When the judges announced her name, Burrell, 40, experienced a range of emotions, from shock to joy. She wasn’t the first POC winner—Hockstein says there were two previous winners of color: one Native American, the other from a Black and Italian background—but Burrell appreciated its significance.

“It’s why my win is so important,” she says. “Hons are from all cultures, especially African Americans. I’m grateful we’re getting to a place where we’re being included.”

Chris Riehl, a longtime Baltimore tour guide who also sings at the festival, will be judging this year’s contest for the second time.

“It’s more than big hair and outfits,” he says, describing what he looks for in a winner. “It’s a combination of energy, creativity, spirit, and enthusiasm, and how they will find ways to make Baltimore better.”
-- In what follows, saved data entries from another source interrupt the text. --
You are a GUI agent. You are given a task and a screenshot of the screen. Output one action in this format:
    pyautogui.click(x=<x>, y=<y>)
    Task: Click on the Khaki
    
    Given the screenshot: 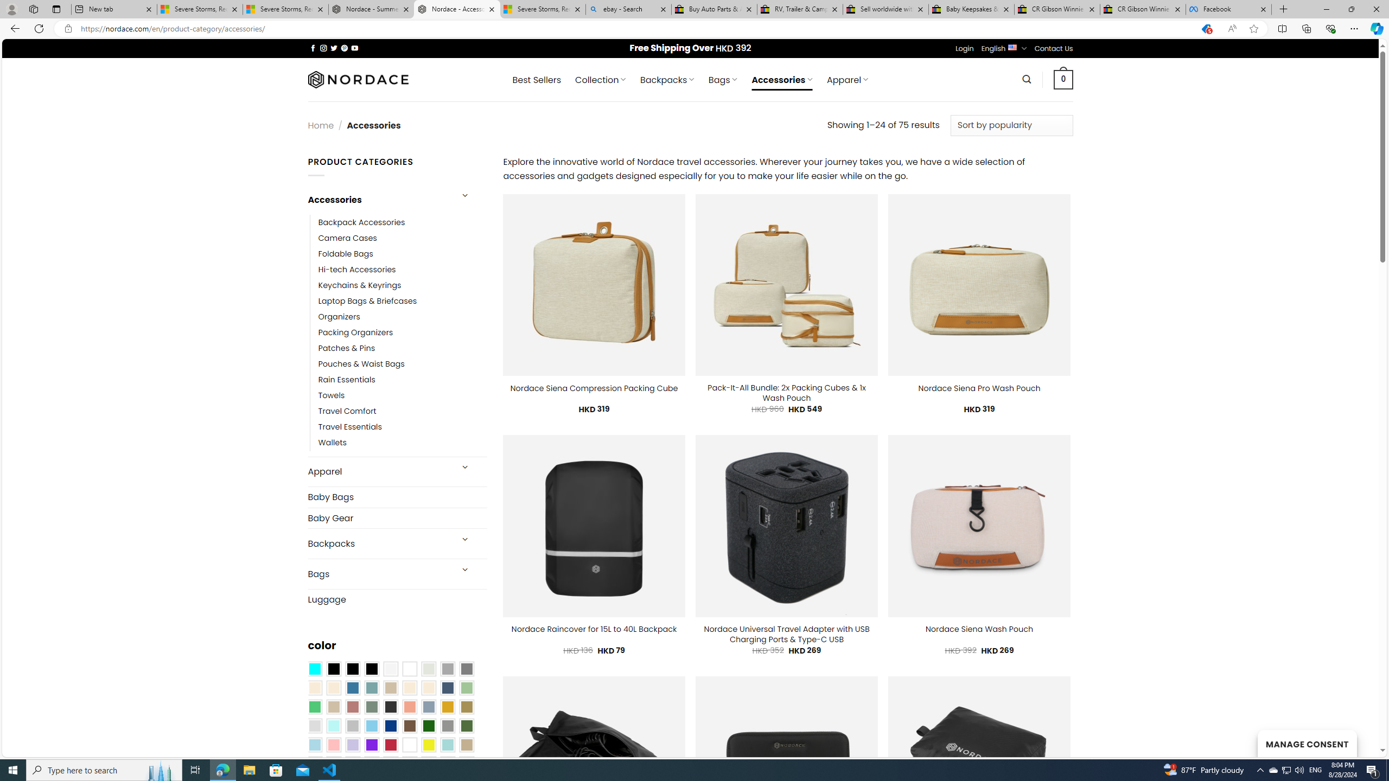 What is the action you would take?
    pyautogui.click(x=467, y=745)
Besides the adult contest, two other pageants are held during HonFest: Lil’ Miss Hons for ages 3-7 and Honettes for ages 8-14. The youngest Hons don’t compete for a title. Instead, each youngster is given a crown and a goodie bag.

The organizers were still deciding at press time about whether to select a Honette winner this year. They have in the past, but they feel like the contestants have been through enough after COVID. Still, they look for future Hons among the group—an effort to stave off the belief that the Hon is a dying breed. “We do recruit them,” Hockstein says.

And why should Baltimoreans care that the tradition continues? Well, first and foremost, it’s a fun event, but the HonFest Hons aren’t just about dressing up for two days in June. There is a philanthropic arm called Hon Hive, where participants donate their time and talents to various causes like Baltimore Station, a residential treatment program for veterans; Hampden Family Center, a community program that offers support groups, youth activities, and other services to area residents; and HER Resiliency Center, which helps women between the ages of 18 and 25 who may be facing domestic violence, sexual exploitation, substance abuse, and homelessness.

The Hon Hive also engages in outreach by performing at events throughout the year. “We get to do fun things,” says Templeton. “Our goal is to connect Baltimore, so it’s not just one little pocket here or one little pocket there.”

A criticism that’s been leveled against the Hons is that out-of-towners, who have no connection to Baltimore and Hon culture, are adopting a Hon persona when they attend the festival, which, to some, seems insincere. That accusation doesn’t bother the Hons at all.

“The tourists love us,” Hockstein says. “We invite everyone. We’re diverse and inclusive.”